If uniqueKey is not provided, then it is automatically generated by normalizing the URL. For example, the URL of HTTP://www.EXAMPLE.com/something/ will produce the uniqueKey of http://www.example.com/something.

The keepUrlFragment option determines whether URL hash fragment is included in the uniqueKey or not.

The useExtendedUniqueKey options determines whether method and payload are included in the uniqueKey, producing a uniqueKey in the following format: METHOD(payloadHash):normalizedUrl. This is useful when requests point to the same URL, but with different methods and payloads. For example: form submits.

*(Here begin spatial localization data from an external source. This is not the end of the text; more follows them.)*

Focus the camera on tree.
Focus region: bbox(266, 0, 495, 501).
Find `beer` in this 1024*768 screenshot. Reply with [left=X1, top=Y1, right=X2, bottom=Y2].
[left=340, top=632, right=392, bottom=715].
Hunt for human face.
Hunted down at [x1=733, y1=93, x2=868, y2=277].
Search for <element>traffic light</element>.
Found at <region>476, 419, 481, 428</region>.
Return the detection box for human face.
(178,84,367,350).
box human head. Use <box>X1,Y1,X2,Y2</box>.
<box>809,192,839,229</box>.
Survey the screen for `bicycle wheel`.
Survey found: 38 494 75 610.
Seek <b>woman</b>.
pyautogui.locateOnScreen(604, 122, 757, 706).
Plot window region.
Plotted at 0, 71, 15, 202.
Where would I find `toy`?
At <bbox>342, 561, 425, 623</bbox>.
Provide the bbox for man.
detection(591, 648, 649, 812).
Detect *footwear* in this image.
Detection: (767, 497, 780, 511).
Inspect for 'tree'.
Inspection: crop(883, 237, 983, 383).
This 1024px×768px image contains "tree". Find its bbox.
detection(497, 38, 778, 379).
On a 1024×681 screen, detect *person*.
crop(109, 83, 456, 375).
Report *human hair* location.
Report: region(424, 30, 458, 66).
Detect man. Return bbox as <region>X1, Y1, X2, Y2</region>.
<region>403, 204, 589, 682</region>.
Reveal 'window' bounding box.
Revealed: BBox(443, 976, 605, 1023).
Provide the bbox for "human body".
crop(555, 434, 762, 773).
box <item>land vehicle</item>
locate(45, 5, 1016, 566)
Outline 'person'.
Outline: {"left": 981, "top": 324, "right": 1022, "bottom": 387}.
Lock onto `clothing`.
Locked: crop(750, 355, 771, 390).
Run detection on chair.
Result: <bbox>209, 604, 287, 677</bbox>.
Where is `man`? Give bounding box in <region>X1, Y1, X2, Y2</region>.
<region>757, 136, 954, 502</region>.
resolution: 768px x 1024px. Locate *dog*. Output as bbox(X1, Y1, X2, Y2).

Pass an arbitrary non-empty text value to the uniqueKey property to override the default behavior and specify which URLs shall be considered equal.


method

Type: string = "'GET'"


payload

Type: string | Buffer

HTTP request payload, e.g. for POST requests.


headers

Type: Object<string, string>

HTTP headers in the following format:

{
Accept: 'text/html',
'Content-Type': 'application/json'
}

userData

Type: Object<string, *>

Custom user data assigned to the request. Use this to save any request related data to the request's scope, keeping them accessible on retries, failures etc.


keepUrlFragment

Type: boolean = false

If false then the hash part of a URL is removed when computing the uniqueKey property. For example, this causes the http://www.example.com#foo and http://www.example.com#bar URLs to have the same uniqueKey of http://www.example.com and thus the URLs are considered equal. Note that this option only has an effect if uniqueKey is not set.


useExtendedUniqueKey

Type: boolean = false

If true then the uniqueKey is computed not only from the URL, but also from the method and payload properties. This is useful when making requests to the same URL that are differentiated by method or payload, such as form submit navigations in browsers.